Sim shalom, tovah uvracha, chein v’chesed v’rachamim.

שִׂים שָׁלוֹם טוֹבָה וּבְרָכָה, חַיִּים, חֵן וָחֶסֶד, צְדָקָה וְרַחֲמִים עָלֵינוּ וְעַל כָּל יִשְׂרָאֵל עַמֶּךָ. וּבָרְכֵנוּ אָבִינוּ, כֻּלָּנוּ כְאֶחָד בְּאוֹר פָּנֶיךָ, כִּי בְאוֹר פָּנֶיךָ  נָתַתָּ לָּנוּ ה’ אֱלֹהֵינוּ, תּוֹרָה וְחַיִּים, אַהֲבָה וָחֶסֶד, צְדָקָה וְרַחֲמִים, בְּרָכָה וְשָׁלוֹם. וְטוֹב בְּעֵינֶיךָ לְבָרְכֵנוּ וּלְבָרֵךְ אֶת כָּל עַמְּךָ יִשְׂרָאֵל בְּרֹב עֹז וְשָׁלוֹם

בָּרוּךְ אַתָּה ה’, הַמְּבָרֵךְ אֶת עַמּוֹ יִשְׂרָאֵל בַּשָּׁלוֹם. אָמֵן

Grant peace, goodness and blessing, life, grace, open-kindness, charity and mercy upon us and upon all Your people. Bless us, Divine Parent, all of us as one, through the light of your Presence, for it is by the light of your Presence that You have given us, YaH, our Divine Power, the Torah of life of love and kindness, of charity and mercy, of blessing and peace.

May it be good in Your eyes to bless the whole people of Yisrael, and the whole people of Yishma’el, and all who dwell on Earth* with the mightiness of Your Peace.

* These are words I learned to add to my prayer for peace from my teachers in rabbinical school.

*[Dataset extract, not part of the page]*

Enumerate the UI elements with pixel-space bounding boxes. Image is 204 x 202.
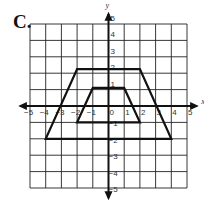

It is now common to hear the extension of this particular blessing for kol Yisrael (all of the people of Yisrael) to kol yoshvei tevel (all who dwell on Earth) in many Jewish Renewal, Reconstructing and Reform communities. The explicit addition of kol Yishma’el remains less common beyond some Jewish Renewal worship spaces.